→ **Problem statement**
Each line from the one containing "At what (x,y)" through the last line of the records is to be repeated exactly, with all pictures left out.

→ **Study material**
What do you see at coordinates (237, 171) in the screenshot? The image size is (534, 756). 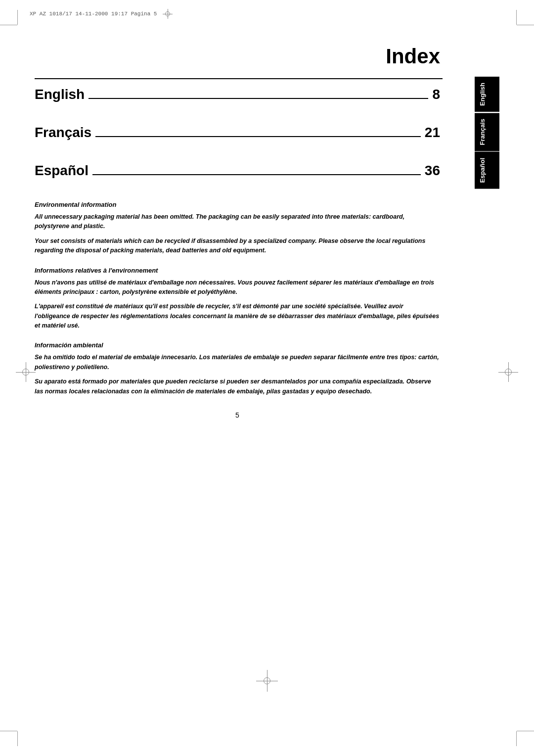 I see `index-entry-espanol: Español 36` at bounding box center [237, 171].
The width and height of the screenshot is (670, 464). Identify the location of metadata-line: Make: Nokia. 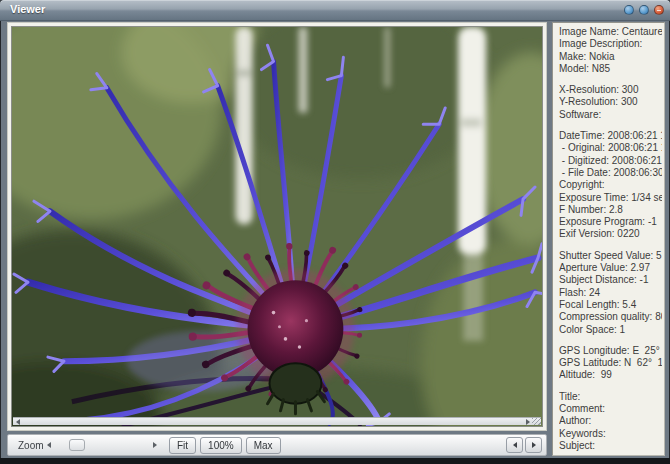
(610, 57).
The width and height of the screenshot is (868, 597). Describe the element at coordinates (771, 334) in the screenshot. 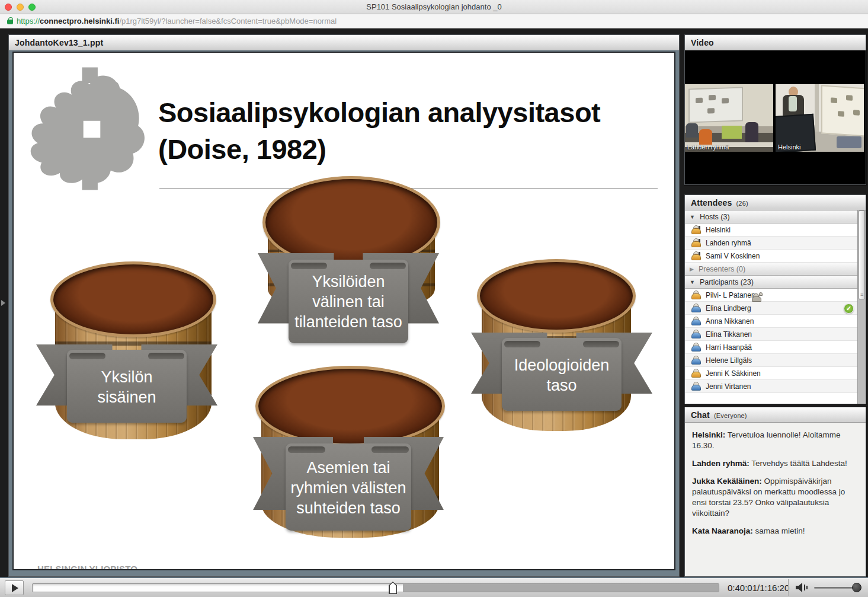

I see `attendee-row: Elina Tikkanen` at that location.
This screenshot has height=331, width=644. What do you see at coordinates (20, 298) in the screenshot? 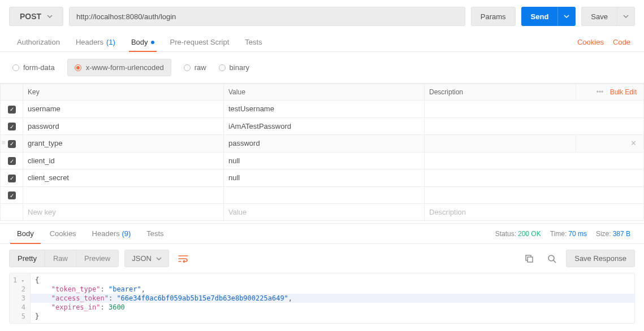
I see `line-gutter: 1 ▾2345` at bounding box center [20, 298].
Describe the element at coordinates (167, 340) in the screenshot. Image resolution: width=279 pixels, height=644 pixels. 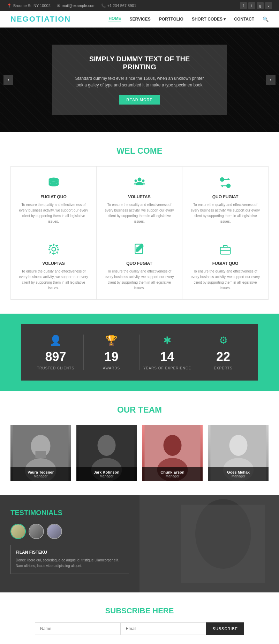
I see `experience-icon: ✱` at that location.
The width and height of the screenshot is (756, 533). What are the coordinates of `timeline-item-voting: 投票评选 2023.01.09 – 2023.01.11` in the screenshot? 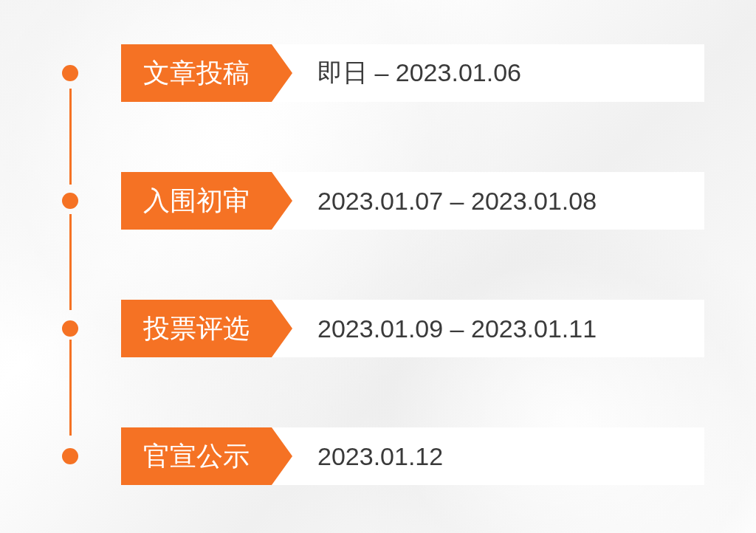 It's located at (378, 329).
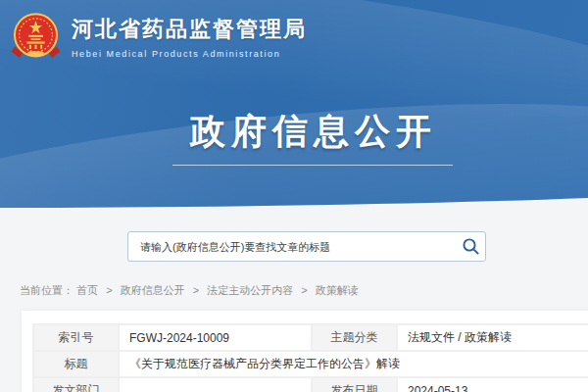 Image resolution: width=588 pixels, height=392 pixels. I want to click on search-button, so click(470, 247).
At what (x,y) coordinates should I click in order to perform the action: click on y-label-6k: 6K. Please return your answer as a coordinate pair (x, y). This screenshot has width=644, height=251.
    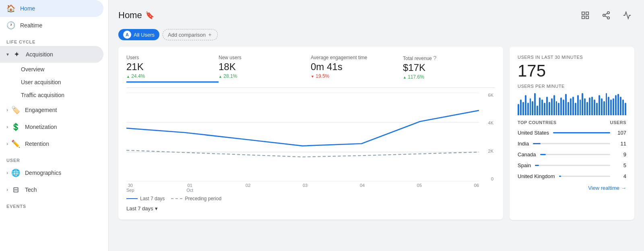
    Looking at the image, I should click on (486, 95).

→ **Answer box**
At what (x,y) coordinates should I click in order to perform the action: click on y-label-6k: 6K. Please return your answer as a coordinate pair (x, y). This screenshot has width=644, height=251.
    Looking at the image, I should click on (486, 95).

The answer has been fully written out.